The computer as artistic collaborator. Shows at IBM Gallery feature computer art and John Sloan works
| New York
A CIRCUS-LIKE extravaganza of visual and aural effects awaits the viewer at the IBM Gallery of Science and Art here. Everything from a water sculpture that responds to both programmed music and hand-clapping, to a drawing machine that creates images of plants and people, can be seen and experimented with in ``Computers and Art,'' a truly fascinating exhibition devoted to the computer and its importance in the making of art today. There are 141 works in all, including several collaborative pieces, by more than 150 painters, sculptors, architects, and video artists, all of whom have utilized computers at some point in the creative process. These works represent almost every stylistic approach, from traditional oil paintings to ``high-tech'' video and 3-D ``synthetic'' images, and include examples by, among others, Andy Warhol, Philip Pearlstein, Robert Rauschenberg, Larry Rivers, and Kenneth Noland.
``Computers and Art'' was curated by Cynthia Goodman and organized by the Everson Museum of Art in Syracuse, N.Y. Ms. Goodman was also responsible for the informative and profusely illustrated exhibition catalog, ``Digital Visions: Computers and Art,'' which was jointly published by the Everson Museum and Harry N. Abrams Inc.
Of special interest are 12 computer-controlled exhibits, 11 of which were designed specifically for the IBM Gallery. Among them are:
A laser projection installation by Paul Earls and Arkay Technologies Inc. that creates laser drawings that change shape and color in response to electronic music composed by Earls.
``Videoplace,'' a computer-controlled environment that detects the movement of an approaching person, analyzes that movement, and responds immediately with sound and a video image of the person. Among its numerous variations is one in which a small green outlined figure called ``Critter'' playfully eludes the viewer's attempts to catch it.
A video camera that records a visitor's face, which is then digitized and visualized on a computer screen. The participant can then use the computer to change the size, color, and position of his or her facial features and create a thermal print to take home.
``Living Fountain,'' which consists of three waterworks of varying shapes and heights, and whose fountain runs in two modes. For five minutes it responds to programmed music, and then for 10 minutes it responds to external sound stimuli such as whistling and hand-clapping. This permits visitors to intervene and change the pattern of the cycle.
Also on view are large, painting-like compositions either generated or modified by computers; stunning simulated mountain landscapes; computerized architectural designs; early examples of figure studies, abstractions, and portraits produced by computers in the 1960s; and almost any other kind of computer-generated image one can imagine.
After its closing at the IBM Gallery, 590 Madison Avenue, on June 18, this delightful, challenging, and informative exhibition travels to the Center for the Fine Arts in Miami.

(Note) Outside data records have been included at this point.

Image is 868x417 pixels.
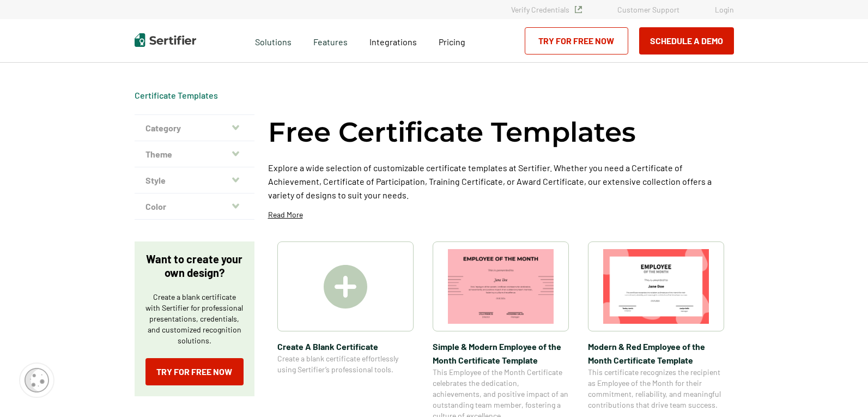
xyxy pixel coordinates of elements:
[134,142,254,167] button: Theme
[588,340,724,367] span: Modern & Red Employee of the Month Certificate Template
[511,5,582,14] a: Verify Credentials
[134,115,254,142] button: Category
[525,27,628,54] a: Try for Free Now
[268,115,636,150] h1: Free Certificate Templates
[438,34,465,47] a: Pricing
[433,340,569,367] span: Simple & Modern Employee of the Month Certificate Template
[438,36,465,47] span: Pricing
[588,367,724,411] span: This certificate recognizes the recipient as Employee of the Month for their commitment, reliabil...
[25,368,49,393] img: Cookie Popup Icon
[134,193,254,220] button: Color
[134,167,254,193] button: Style
[145,358,243,385] a: Try for Free Now
[134,90,218,101] a: Certificate Templates
[313,34,348,47] span: Features
[618,5,679,14] a: Customer Support
[324,265,367,309] img: Create A Blank Certificate
[134,33,196,47] img: Sertifier | Digital Credentialing Platform
[369,34,417,47] a: Integrations
[134,90,218,101] div: Breadcrumb
[145,292,243,347] p: Create a blank certificate with Sertifier for professional presentations, credentials, and custom...
[603,249,709,324] img: Modern & Red Employee of the Month Certificate Template
[369,36,417,47] span: Integrations
[145,252,243,280] p: Want to create your own design?
[277,340,414,354] span: Create A Blank Certificate
[575,6,582,13] img: Verified
[448,249,553,324] img: Simple & Modern Employee of the Month Certificate Template
[715,5,734,14] a: Login
[268,161,734,202] p: Explore a wide selection of customizable certificate templates at Sertifier. Whether you need a C...
[639,27,734,54] button: Schedule a Demo
[268,210,303,220] p: Read More
[255,34,291,47] span: Solutions
[277,354,414,375] span: Create a blank certificate effortlessly using Sertifier’s professional tools.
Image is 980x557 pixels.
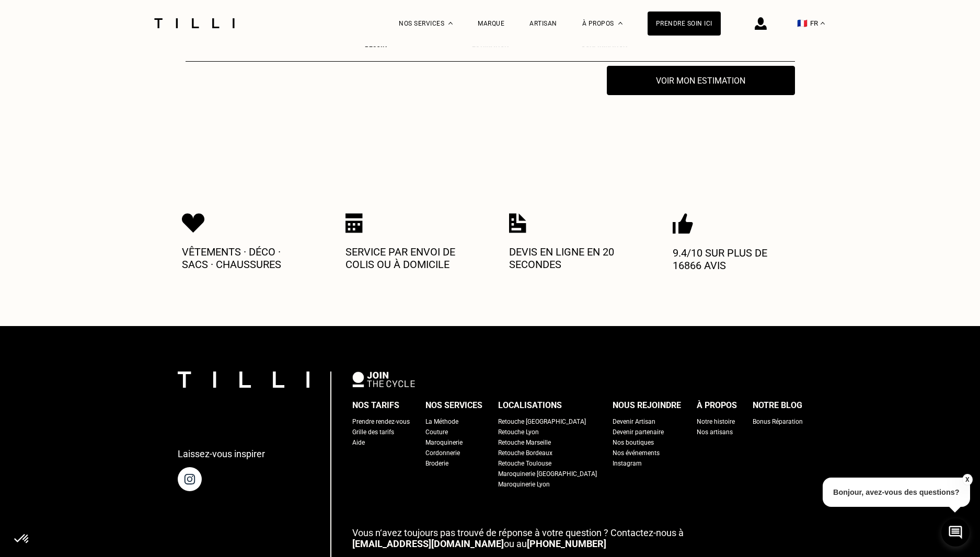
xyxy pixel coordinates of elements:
a: Nos boutiques [613,437,654,447]
img: logo Tilli [178,372,310,388]
p: Vêtements · Déco · Sacs · Chaussures [182,246,307,271]
a: Maroquinerie Lyon [498,479,550,490]
p: Devis en ligne en 20 secondes [509,246,635,271]
img: page instagram de Tilli une retoucherie à domicile [178,467,202,491]
a: Marque [478,20,504,27]
p: 9.4/10 sur plus de 16866 avis [673,247,798,271]
a: Retouche [GEOGRAPHIC_DATA] [498,417,586,427]
p: Bonjour, avez-vous des questions? [823,477,970,507]
img: Icon [345,213,363,233]
a: Cordonnerie [425,447,460,458]
a: Artisan [530,20,557,27]
p: Laissez-vous inspirer [178,448,265,459]
a: Retouche Toulouse [498,458,551,469]
span: 🇫🇷 [797,18,808,28]
div: Nos services [425,398,483,413]
img: Icon [673,213,693,234]
img: logo Join The Cycle [352,372,415,387]
a: [EMAIL_ADDRESS][DOMAIN_NAME] [352,538,504,550]
a: Broderie [425,458,448,469]
a: La Méthode [425,417,458,427]
img: Logo du service de couturière Tilli [150,18,238,28]
p: Service par envoi de colis ou à domicile [345,246,471,271]
img: Menu déroulant [448,22,453,25]
a: Maroquinerie [425,437,463,447]
a: Nos événements [613,447,659,458]
img: Menu déroulant à propos [619,22,623,25]
a: Grille des tarifs [352,427,394,437]
a: Bonus Réparation [752,417,803,427]
p: ou au [352,527,803,550]
img: icône connexion [755,17,767,30]
a: Instagram [613,458,642,469]
a: Retouche Bordeaux [498,447,552,458]
a: Devenir Artisan [613,417,655,427]
button: Voir mon estimation [607,66,795,95]
a: Devenir partenaire [613,427,664,437]
div: Notre blog [752,398,802,413]
a: Retouche Marseille [498,437,551,447]
a: Prendre soin ici [648,12,721,36]
img: Icon [509,213,527,233]
div: Nos tarifs [352,398,399,413]
button: X [962,474,973,486]
img: Icon [182,213,205,233]
a: Retouche Lyon [498,427,539,437]
a: Nos artisans [697,427,733,437]
div: À propos [697,398,737,413]
a: [PHONE_NUMBER] [527,538,606,550]
a: Notre histoire [697,417,735,427]
a: Couture [425,427,448,437]
a: Maroquinerie [GEOGRAPHIC_DATA] [498,469,597,479]
img: menu déroulant [821,22,825,25]
a: Aide [352,437,365,447]
a: Prendre rendez-vous [352,417,410,427]
span: Vous n‘avez toujours pas trouvé de réponse à votre question ? Contactez-nous à [352,527,684,538]
div: Localisations [498,398,562,413]
div: Nous rejoindre [613,398,681,413]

Another exhibit, ``John Sloan: Spectator of Life,'' also at the IBM Gallery, would seem an odd choice for a companion show to a computer-art exhibition. After all, Sloan lived and worked during the first half of the century and limited himself exclusively to traditional drawing, printmaking, and painting methods. And furthermore, although he lived through one of art's most revolutionary periods, and was impressed by the Post-Impressionist and Cubist paintings he saw in the 1913 Armory Show, his own work was never seriously affected by modernist theory or example.
Nevertheless, it's an excellent exhibition that includes the largest number of Sloan's pictures to be shown in 36 years. It's also the first to examine in depth the relationships between his genre paintings, prints, and illustrations. It was organized by the Delaware Art Museum in Wilmington, and co-curated by Rowland Elzea and Elizabeth Hawkes.
Every significant aspect of Sloan's career is covered, beginning with his early illustrations, including some he did for the liberal magazine The Masses, and ending with several of his later, tightly composed figure and urban landscape paintings. Along the way the viewer is treated to many of his brilliant etchings, a large number of his most famous paintings executed while a member of the Ashcan School, and several oil studies.
This important exhibition of a major early 20th-century American artist has only one flaw: its lighting is much too dark, and puts altogether too much pressure on Sloan's paintings to compete successfully with the well-lighted and much more flamboyant computer works nearby.
After closing here June 18, the show travels to the Delaware Art Museum (July 15-Sept. 4); the Columbus Museum of Art (Sept. 17-Nov. 6); and the Amon Carter Museum, Fort Worth (Nov. 19-Jan. 1, 1989).